This book explores international students’ adaptation to academic writing, introducing new concepts of adjustment. It offers a dialogical pedagogic model for mutual adaptation, arguing that adjustment is a shared responsibility between students and academics.
Since films like Trainspotting, Scottish cinema has gained an international profile. This is the first collection of essays to examine the new films, filmmakers, and images of Scottishness, setting a new agenda for the study of Scotland on screen.
Norm-struggles
Norm-Struggles challenges normativity and heteronormativity. Focusing on contradictions and disruptions, the authors explore how norms are produced, subverted, and changed across diverse international settings, from schools to popular culture.
Tomorrow through the Past
This first collection of scholarly essays on Neal Stephenson examines his novels from The Big U to The Baroque Cycle and his non-fiction. The collection includes a new interview with Stephenson, making it essential for readers and scholars alike.
Constructing Professional Discourse
This book explores the role language plays in professional communities by providing an integrative, multi-perspective approach to domain-specific discourse. It links textual analysis to the social context of its production, offering fresh insights.
Locality, History, Memory
This book interrogates how place, history, and memory create the citizen in South Asia. Moving beyond the state, it asks: How does our history enforce or dilute the notion of the citizen? How far does memory strengthen it and what role do faith and religion play?
An international group of contributors explores privacy’s contours in a series of accessible yet rigorous essays. Themes include the psychology of privacy, social accountability, and the concerns of emerging information technologies.
Ethnicity and Social Divisions
This anthology explores the intersection of ethnicity, immigration, and social class. Representing a new generation of social scientists from Harvard, Oxford, and Stockholm, the contributors present empirical research on social inequality.
This collection connects theatre and performance studies with public sphere theory. Essays from prominent scholars explore how performing in public shapes identity, class, and political agency across three centuries and in multiple global contexts.
This handbook is the needed bridge between gestalt therapy and psychotherapy research. It provides vital empirical support for the practice—a timely response to the evidence-based movement and the increasing policy call for “what works.”
Come Weep With Me
This groundbreaking anthology examines loss and mourning in the work of Caribbean women writers like Jean Rhys, Jamaica Kincaid, and Maryse Condé. These original essays explore slavery, dictatorships, and disaster, challenging customary discourses on loss.
Europe and its Regions
As Europe gets closer, understanding its regional data is a major challenge for social sciences. This volume improves insight into the rich stock of European datasets, highlighting socio-economic cross-border studies and powerful analysis tools.
Daniel-François-Esprit Auber
Auber, one of the 19th century’s most successful French opera composers, partnered with librettist Eugène Scribe for Zerline. Written for the great contralto Marietta Alboni, this tale of maternal love showcases Auber’s elegant and virtuoso art.
Afroeurope@n Configurations
This volume explores the African presence across Europe, from Russia to the Canary Islands. These essays offer a wide spectrum of research on contemporary black literatures and identities, providing insights into previously little explored areas.
This collection of essays explores the relation between the military and the spiritual. Without moral or religious justification, war is mere aggression. Analysing war sermons reveals how conflict, its rhetoric, and its representations generate identity.
Transformative Power in Motherwork
This book explores Australian mothers (1950-1965) as agents who resisted patriarchal constraints. It argues that the mother-child relationship is a transformative power that empowers both, turning the child into an adult and the mother into a skilled agent.
Daniel-François-Esprit Auber
In Auber’s comic opera Le Philtre, the young farmhand Guillaume loves the beautiful but aloof Thérèsine. Desperate, he buys a love potion from a charlatan, enlisting in the army to pay for it, unaware that fortune is about to smile on him.
George Moore
George Moore was a significant, controversial figure on the literary stages of Paris, London and Dublin. This collection offers fresh insights into his innovations, pioneering short stories, avant-garde feminism, and contentious novel about the historical Jesus.
In Singapore’s government-controlled economy, pro-business policies are vital. Yet, no comprehensive model exists to predict which firms will succeed or fail. This quantitative book attempts to fill this gap by testing the key factors for success.
On the Verge of Tears
Why do stories bring us to tears? This multi-vocal collection of essays offers personal, cultural, and political ruminations on why art, music, and film make us weep, inviting us to imagine tears as a language we can all, in some manner, understand.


#### Aim of the task
Exact reproduction of the data is required, with images excluded.

#### Records to use
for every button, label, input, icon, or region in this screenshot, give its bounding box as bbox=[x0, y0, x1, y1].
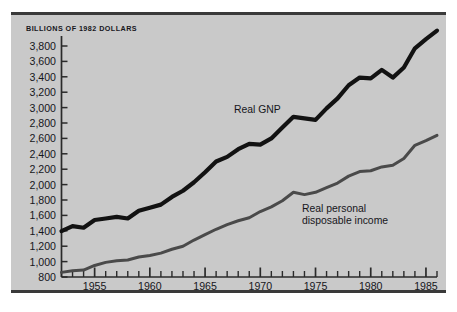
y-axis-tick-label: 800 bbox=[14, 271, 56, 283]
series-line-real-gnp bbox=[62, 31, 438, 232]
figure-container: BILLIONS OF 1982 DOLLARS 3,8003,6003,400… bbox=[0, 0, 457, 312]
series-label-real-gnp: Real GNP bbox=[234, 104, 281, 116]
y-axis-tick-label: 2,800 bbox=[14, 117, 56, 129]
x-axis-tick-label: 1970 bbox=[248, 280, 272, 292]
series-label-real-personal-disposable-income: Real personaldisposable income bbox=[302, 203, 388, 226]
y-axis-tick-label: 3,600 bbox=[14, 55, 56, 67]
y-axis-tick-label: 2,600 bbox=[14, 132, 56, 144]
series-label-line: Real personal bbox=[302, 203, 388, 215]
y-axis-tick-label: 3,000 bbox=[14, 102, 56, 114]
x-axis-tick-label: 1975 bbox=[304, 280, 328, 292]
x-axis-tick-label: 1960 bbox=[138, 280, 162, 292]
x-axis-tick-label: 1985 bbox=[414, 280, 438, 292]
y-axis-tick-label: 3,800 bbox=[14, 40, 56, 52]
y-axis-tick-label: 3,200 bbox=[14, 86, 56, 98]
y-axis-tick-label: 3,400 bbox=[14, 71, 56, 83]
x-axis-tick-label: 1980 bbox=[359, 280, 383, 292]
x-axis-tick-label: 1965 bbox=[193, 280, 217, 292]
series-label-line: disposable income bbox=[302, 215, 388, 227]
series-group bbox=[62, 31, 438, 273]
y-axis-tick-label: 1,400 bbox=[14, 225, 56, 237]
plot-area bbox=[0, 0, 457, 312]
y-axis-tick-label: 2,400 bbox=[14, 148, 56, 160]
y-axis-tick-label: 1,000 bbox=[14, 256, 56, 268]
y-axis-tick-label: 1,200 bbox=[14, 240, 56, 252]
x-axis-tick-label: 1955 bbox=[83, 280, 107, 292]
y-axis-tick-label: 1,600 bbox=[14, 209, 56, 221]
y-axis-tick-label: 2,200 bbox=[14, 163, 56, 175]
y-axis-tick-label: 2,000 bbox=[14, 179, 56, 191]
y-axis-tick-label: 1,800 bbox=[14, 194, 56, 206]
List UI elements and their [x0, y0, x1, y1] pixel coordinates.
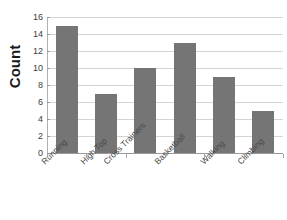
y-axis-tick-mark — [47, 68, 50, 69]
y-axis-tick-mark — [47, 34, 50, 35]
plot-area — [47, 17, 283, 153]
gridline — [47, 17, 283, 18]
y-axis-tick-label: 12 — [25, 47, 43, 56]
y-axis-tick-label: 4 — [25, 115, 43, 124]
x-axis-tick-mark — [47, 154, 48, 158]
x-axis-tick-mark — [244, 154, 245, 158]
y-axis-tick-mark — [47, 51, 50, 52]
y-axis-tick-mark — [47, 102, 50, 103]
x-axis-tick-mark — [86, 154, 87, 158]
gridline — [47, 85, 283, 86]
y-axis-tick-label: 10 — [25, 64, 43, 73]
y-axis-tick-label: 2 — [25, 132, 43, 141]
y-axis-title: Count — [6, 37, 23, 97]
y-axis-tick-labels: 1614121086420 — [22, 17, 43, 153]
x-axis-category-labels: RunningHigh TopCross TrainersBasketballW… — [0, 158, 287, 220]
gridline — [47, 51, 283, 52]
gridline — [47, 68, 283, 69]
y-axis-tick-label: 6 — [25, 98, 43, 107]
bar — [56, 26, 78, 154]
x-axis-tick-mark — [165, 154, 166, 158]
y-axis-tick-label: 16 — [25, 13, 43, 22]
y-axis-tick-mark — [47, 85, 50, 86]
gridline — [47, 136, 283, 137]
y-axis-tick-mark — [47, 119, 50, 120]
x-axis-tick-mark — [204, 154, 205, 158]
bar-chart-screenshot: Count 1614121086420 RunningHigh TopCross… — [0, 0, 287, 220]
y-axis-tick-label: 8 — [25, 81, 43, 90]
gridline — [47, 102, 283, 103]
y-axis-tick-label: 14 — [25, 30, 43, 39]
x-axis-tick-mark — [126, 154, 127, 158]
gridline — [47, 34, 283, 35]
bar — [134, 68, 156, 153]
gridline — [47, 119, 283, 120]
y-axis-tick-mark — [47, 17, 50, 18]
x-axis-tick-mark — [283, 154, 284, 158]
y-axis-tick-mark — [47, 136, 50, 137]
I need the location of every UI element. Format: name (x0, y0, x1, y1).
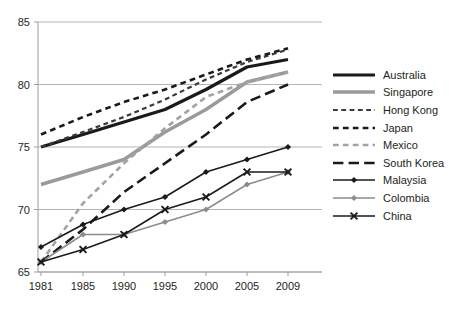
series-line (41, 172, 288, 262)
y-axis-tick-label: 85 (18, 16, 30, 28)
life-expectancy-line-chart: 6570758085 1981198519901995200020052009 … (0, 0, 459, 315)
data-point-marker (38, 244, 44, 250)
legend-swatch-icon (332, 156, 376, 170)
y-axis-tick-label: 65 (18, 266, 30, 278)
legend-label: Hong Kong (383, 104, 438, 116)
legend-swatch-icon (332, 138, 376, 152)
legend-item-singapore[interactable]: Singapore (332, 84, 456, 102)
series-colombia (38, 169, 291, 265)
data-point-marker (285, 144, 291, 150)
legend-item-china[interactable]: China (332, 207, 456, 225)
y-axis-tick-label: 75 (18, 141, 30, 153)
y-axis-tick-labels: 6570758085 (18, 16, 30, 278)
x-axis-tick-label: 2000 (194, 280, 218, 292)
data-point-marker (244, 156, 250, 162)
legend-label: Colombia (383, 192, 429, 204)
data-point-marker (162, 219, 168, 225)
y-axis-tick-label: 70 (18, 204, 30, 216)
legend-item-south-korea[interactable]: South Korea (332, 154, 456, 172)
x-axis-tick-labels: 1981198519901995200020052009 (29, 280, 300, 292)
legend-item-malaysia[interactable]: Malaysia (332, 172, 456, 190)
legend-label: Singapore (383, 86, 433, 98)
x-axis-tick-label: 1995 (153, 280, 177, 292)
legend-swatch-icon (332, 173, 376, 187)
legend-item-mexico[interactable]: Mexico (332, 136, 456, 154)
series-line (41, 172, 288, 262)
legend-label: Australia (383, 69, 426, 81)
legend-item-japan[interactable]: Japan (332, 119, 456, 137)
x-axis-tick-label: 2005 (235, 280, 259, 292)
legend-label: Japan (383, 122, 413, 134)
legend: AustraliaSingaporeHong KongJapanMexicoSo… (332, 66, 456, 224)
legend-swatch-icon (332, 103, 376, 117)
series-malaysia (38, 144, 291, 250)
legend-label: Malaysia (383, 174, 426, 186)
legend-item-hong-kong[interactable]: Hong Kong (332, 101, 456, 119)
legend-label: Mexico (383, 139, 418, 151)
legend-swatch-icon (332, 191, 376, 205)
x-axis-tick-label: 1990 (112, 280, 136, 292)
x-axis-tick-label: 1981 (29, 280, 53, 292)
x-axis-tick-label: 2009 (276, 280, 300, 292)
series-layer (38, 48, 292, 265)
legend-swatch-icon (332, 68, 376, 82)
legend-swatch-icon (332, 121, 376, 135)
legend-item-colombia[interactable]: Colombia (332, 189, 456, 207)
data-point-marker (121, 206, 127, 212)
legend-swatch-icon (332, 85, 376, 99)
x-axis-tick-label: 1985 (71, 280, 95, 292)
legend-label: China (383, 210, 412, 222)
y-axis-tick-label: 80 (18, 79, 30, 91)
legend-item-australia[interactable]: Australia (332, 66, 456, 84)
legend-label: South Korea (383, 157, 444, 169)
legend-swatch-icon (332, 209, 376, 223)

#### Result of the task
for every button, label, input, icon, or region in this screenshot, give its bounding box as bbox=[x0, y0, x1, y1].
y-axis-tick-label: 800 bbox=[14, 271, 56, 283]
series-line-real-gnp bbox=[62, 31, 438, 232]
figure-container: BILLIONS OF 1982 DOLLARS 3,8003,6003,400… bbox=[0, 0, 457, 312]
series-label-real-gnp: Real GNP bbox=[234, 104, 281, 116]
y-axis-tick-label: 2,800 bbox=[14, 117, 56, 129]
x-axis-tick-label: 1970 bbox=[248, 280, 272, 292]
series-label-real-personal-disposable-income: Real personaldisposable income bbox=[302, 203, 388, 226]
y-axis-tick-label: 3,600 bbox=[14, 55, 56, 67]
y-axis-tick-label: 2,600 bbox=[14, 132, 56, 144]
series-label-line: Real personal bbox=[302, 203, 388, 215]
y-axis-tick-label: 3,000 bbox=[14, 102, 56, 114]
x-axis-tick-label: 1975 bbox=[304, 280, 328, 292]
x-axis-tick-label: 1960 bbox=[138, 280, 162, 292]
x-axis-tick-label: 1985 bbox=[414, 280, 438, 292]
y-axis-tick-label: 3,800 bbox=[14, 40, 56, 52]
y-axis-tick-label: 3,200 bbox=[14, 86, 56, 98]
y-axis-tick-label: 3,400 bbox=[14, 71, 56, 83]
x-axis-tick-label: 1980 bbox=[359, 280, 383, 292]
x-axis-tick-label: 1965 bbox=[193, 280, 217, 292]
series-label-line: disposable income bbox=[302, 215, 388, 227]
series-group bbox=[62, 31, 438, 273]
y-axis-tick-label: 1,400 bbox=[14, 225, 56, 237]
plot-area bbox=[0, 0, 457, 312]
y-axis-tick-label: 2,400 bbox=[14, 148, 56, 160]
y-axis-tick-label: 1,000 bbox=[14, 256, 56, 268]
y-axis-tick-label: 1,200 bbox=[14, 240, 56, 252]
x-axis-tick-label: 1955 bbox=[83, 280, 107, 292]
y-axis-tick-label: 1,600 bbox=[14, 209, 56, 221]
y-axis-tick-label: 2,200 bbox=[14, 163, 56, 175]
y-axis-tick-label: 2,000 bbox=[14, 179, 56, 191]
y-axis-tick-label: 1,800 bbox=[14, 194, 56, 206]
List UI elements and their [x0, y0, x1, y1] pixel coordinates.
y-axis-tick-mark — [47, 68, 50, 69]
y-axis-tick-mark — [47, 34, 50, 35]
plot-area — [47, 17, 283, 153]
gridline — [47, 17, 283, 18]
y-axis-tick-label: 12 — [25, 47, 43, 56]
y-axis-tick-label: 4 — [25, 115, 43, 124]
x-axis-tick-mark — [47, 154, 48, 158]
x-axis-tick-mark — [244, 154, 245, 158]
y-axis-tick-mark — [47, 51, 50, 52]
y-axis-tick-mark — [47, 102, 50, 103]
x-axis-tick-mark — [86, 154, 87, 158]
gridline — [47, 85, 283, 86]
y-axis-tick-label: 10 — [25, 64, 43, 73]
y-axis-tick-label: 2 — [25, 132, 43, 141]
y-axis-title: Count — [6, 37, 23, 97]
y-axis-tick-labels: 1614121086420 — [22, 17, 43, 153]
x-axis-category-labels: RunningHigh TopCross TrainersBasketballW… — [0, 158, 287, 220]
gridline — [47, 51, 283, 52]
gridline — [47, 68, 283, 69]
y-axis-tick-label: 6 — [25, 98, 43, 107]
bar — [56, 26, 78, 154]
x-axis-tick-mark — [165, 154, 166, 158]
y-axis-tick-label: 16 — [25, 13, 43, 22]
y-axis-tick-mark — [47, 85, 50, 86]
gridline — [47, 136, 283, 137]
y-axis-tick-mark — [47, 119, 50, 120]
x-axis-tick-mark — [204, 154, 205, 158]
bar-chart-screenshot: Count 1614121086420 RunningHigh TopCross… — [0, 0, 287, 220]
y-axis-tick-label: 8 — [25, 81, 43, 90]
gridline — [47, 102, 283, 103]
y-axis-tick-label: 14 — [25, 30, 43, 39]
x-axis-tick-mark — [126, 154, 127, 158]
gridline — [47, 34, 283, 35]
bar — [134, 68, 156, 153]
gridline — [47, 119, 283, 120]
y-axis-tick-mark — [47, 17, 50, 18]
x-axis-tick-mark — [283, 154, 284, 158]
y-axis-tick-mark — [47, 136, 50, 137]
I need the location of every UI element. Format: name (x0, y0, x1, y1).
series-line (41, 172, 288, 262)
y-axis-tick-label: 85 (18, 16, 30, 28)
life-expectancy-line-chart: 6570758085 1981198519901995200020052009 … (0, 0, 459, 315)
data-point-marker (38, 244, 44, 250)
legend-swatch-icon (332, 156, 376, 170)
y-axis-tick-label: 65 (18, 266, 30, 278)
legend-label: Hong Kong (383, 104, 438, 116)
legend-swatch-icon (332, 138, 376, 152)
legend-item-singapore[interactable]: Singapore (332, 84, 456, 102)
series-colombia (38, 169, 291, 265)
data-point-marker (285, 144, 291, 150)
legend-item-china[interactable]: China (332, 207, 456, 225)
y-axis-tick-label: 75 (18, 141, 30, 153)
y-axis-tick-labels: 6570758085 (18, 16, 30, 278)
x-axis-tick-label: 2000 (194, 280, 218, 292)
data-point-marker (244, 156, 250, 162)
legend-label: Colombia (383, 192, 429, 204)
data-point-marker (162, 219, 168, 225)
y-axis-tick-label: 70 (18, 204, 30, 216)
legend-item-south-korea[interactable]: South Korea (332, 154, 456, 172)
x-axis-tick-labels: 1981198519901995200020052009 (29, 280, 300, 292)
legend-item-malaysia[interactable]: Malaysia (332, 172, 456, 190)
legend-label: Singapore (383, 86, 433, 98)
x-axis-tick-label: 1995 (153, 280, 177, 292)
legend-swatch-icon (332, 173, 376, 187)
legend-item-mexico[interactable]: Mexico (332, 136, 456, 154)
series-line (41, 172, 288, 262)
legend-label: Australia (383, 69, 426, 81)
legend-item-japan[interactable]: Japan (332, 119, 456, 137)
x-axis-tick-label: 2005 (235, 280, 259, 292)
legend-label: Japan (383, 122, 413, 134)
legend: AustraliaSingaporeHong KongJapanMexicoSo… (332, 66, 456, 224)
legend-swatch-icon (332, 103, 376, 117)
series-malaysia (38, 144, 291, 250)
legend-label: Malaysia (383, 174, 426, 186)
legend-item-hong-kong[interactable]: Hong Kong (332, 101, 456, 119)
legend-label: Mexico (383, 139, 418, 151)
legend-swatch-icon (332, 191, 376, 205)
x-axis-tick-label: 1990 (112, 280, 136, 292)
x-axis-tick-label: 1981 (29, 280, 53, 292)
x-axis-tick-label: 2009 (276, 280, 300, 292)
series-layer (38, 48, 292, 265)
legend-swatch-icon (332, 68, 376, 82)
legend-swatch-icon (332, 121, 376, 135)
legend-item-colombia[interactable]: Colombia (332, 189, 456, 207)
data-point-marker (121, 206, 127, 212)
legend-swatch-icon (332, 85, 376, 99)
x-axis-tick-label: 1985 (71, 280, 95, 292)
legend-label: China (383, 210, 412, 222)
y-axis-tick-label: 80 (18, 79, 30, 91)
legend-item-australia[interactable]: Australia (332, 66, 456, 84)
legend-label: South Korea (383, 157, 444, 169)
legend-swatch-icon (332, 209, 376, 223)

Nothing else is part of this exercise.